I’m very, very busy, so tonight I will give you a poem by Mary Oliver. Here it is:
Wild Geese
You do not have to be good.
You do not have to walk on your knees
for a hundred miles through the desert repenting.
You only have to let the soft animal of your body
love what it loves.
Tell me about despair, yours, and I will tell you mine.
Meanwhile the world goes on.
Meanwhile the sun and the clear pebbles of the rain
are moving across the landscapes,
over the prairies and the deep trees,
the mountains and the rivers.
Meanwhile the wild geese, high in the clean blue air,
are heading home again.
Whoever you are, no matter how lonely,
the world offers itself to your imagination,
calls to you like the wild geese, harsh and exciting
over and over announcing your place
in the family of things.
I’ve always liked this poem. I suppose because it’s about how to live in the world, which is a very Taoist way: you do not have to repent, you do not have to despair, you do not have to curse or beg from the Fates. You just have to live. You can talk about your despair, but meanwhile the world goes on: the trees grow new leaves in spring, the roses bloom again, the wild geese fly north. Life continues, and if you stop, if you listen, you can hear it. You can participate in it.
Of course I’m writing this on very little sleep, in the middle of the end of the semester when I’m so completely swamped with work that I can barely breathe. I’m not living a particularly Taoist life at the moment! And this weekend I’m supposed to be in New York for a meeting of my writing group (The Injustice League: Ellen Kushner, Delia Sherman, Catherynne Valente, Lev Grossman, Kathleen Howard, and Claire Cooney). And I’m trying to plan for the trip this summer (Budapest and London). So perhaps I’m reading this poem and responding to it because it’s exactly not what I’m doing right now. I’m not listening. I haven’t stopped. (Wild geese? What wild geese?)
But to be honest, I’m excited. I’ll be traveling most of the summer, researching and working on the novel, and there’s so much happening, so many changes to come. I just have to remind myself to, when I can, stop and listen.ย Even if the wild geese I listen to are winging their way over Hungary.
That’s a lovely poem, and one I don’t think I’d come across before. Thank you for sharing it. I think I needed to read that today.
You’re welcome! ๐
One of my favorites from perhaps my favorite poet (although that’s hard to pin down, so many to love)…and though you are living and working in the swift stream of things, it is just another path, and no less taoist than silence in a hut off in some wooded glade, or high upon a snowy peak. how can you help but respond with surrender to the swirling currents urging you on–“the world offers itself to your imagination,
calls to you like the wild geese, harsh and exciting
over and over announcing your place
in the family of things.”
Wherever you go you will find yourself welcomed home because you carry it within you.
Michelle
“Wherever you go you will find yourself welcomed home because you carry it within you.”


TASK TO CARRY OUT
When a line of the entries contains "Dosificación", please list that line.

'''

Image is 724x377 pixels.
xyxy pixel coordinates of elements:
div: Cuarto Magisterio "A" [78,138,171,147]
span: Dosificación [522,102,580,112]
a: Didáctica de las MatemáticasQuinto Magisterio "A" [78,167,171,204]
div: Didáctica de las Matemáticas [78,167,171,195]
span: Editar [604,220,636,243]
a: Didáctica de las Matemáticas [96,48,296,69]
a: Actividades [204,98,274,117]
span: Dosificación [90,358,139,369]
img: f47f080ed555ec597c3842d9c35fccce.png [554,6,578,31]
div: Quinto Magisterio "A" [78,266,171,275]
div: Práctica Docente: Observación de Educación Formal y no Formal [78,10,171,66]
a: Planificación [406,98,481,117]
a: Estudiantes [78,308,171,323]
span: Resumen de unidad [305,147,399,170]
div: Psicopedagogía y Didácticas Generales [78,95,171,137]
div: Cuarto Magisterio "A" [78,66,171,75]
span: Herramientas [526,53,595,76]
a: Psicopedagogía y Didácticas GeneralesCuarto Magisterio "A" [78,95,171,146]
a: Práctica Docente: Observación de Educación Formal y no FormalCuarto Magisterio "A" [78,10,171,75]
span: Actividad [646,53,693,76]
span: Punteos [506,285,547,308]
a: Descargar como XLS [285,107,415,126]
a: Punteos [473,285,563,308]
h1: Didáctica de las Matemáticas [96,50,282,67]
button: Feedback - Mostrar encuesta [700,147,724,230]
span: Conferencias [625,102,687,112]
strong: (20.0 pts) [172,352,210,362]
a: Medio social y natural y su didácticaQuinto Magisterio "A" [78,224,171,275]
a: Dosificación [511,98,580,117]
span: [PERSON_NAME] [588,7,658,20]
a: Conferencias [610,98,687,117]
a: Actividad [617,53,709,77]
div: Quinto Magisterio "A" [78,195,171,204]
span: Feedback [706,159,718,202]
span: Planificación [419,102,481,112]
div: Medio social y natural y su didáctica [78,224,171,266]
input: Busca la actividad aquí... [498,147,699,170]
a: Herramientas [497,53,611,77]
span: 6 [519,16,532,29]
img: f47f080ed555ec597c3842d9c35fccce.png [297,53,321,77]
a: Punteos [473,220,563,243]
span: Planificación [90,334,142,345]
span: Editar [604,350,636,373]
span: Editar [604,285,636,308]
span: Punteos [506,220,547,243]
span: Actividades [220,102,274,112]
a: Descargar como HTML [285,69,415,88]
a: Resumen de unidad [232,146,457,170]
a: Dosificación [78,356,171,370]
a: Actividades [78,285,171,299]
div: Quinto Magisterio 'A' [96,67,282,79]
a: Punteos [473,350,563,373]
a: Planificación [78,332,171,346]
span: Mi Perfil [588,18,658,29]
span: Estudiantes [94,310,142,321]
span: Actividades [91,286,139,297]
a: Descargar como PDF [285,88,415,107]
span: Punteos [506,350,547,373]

'''

SOLUTION FOR THIS PROBLEM
span: Dosificación [522,102,580,112]
span: Dosificación [90,358,139,369]
a: Dosificación [511,98,580,117]
a: Dosificación [78,356,171,370]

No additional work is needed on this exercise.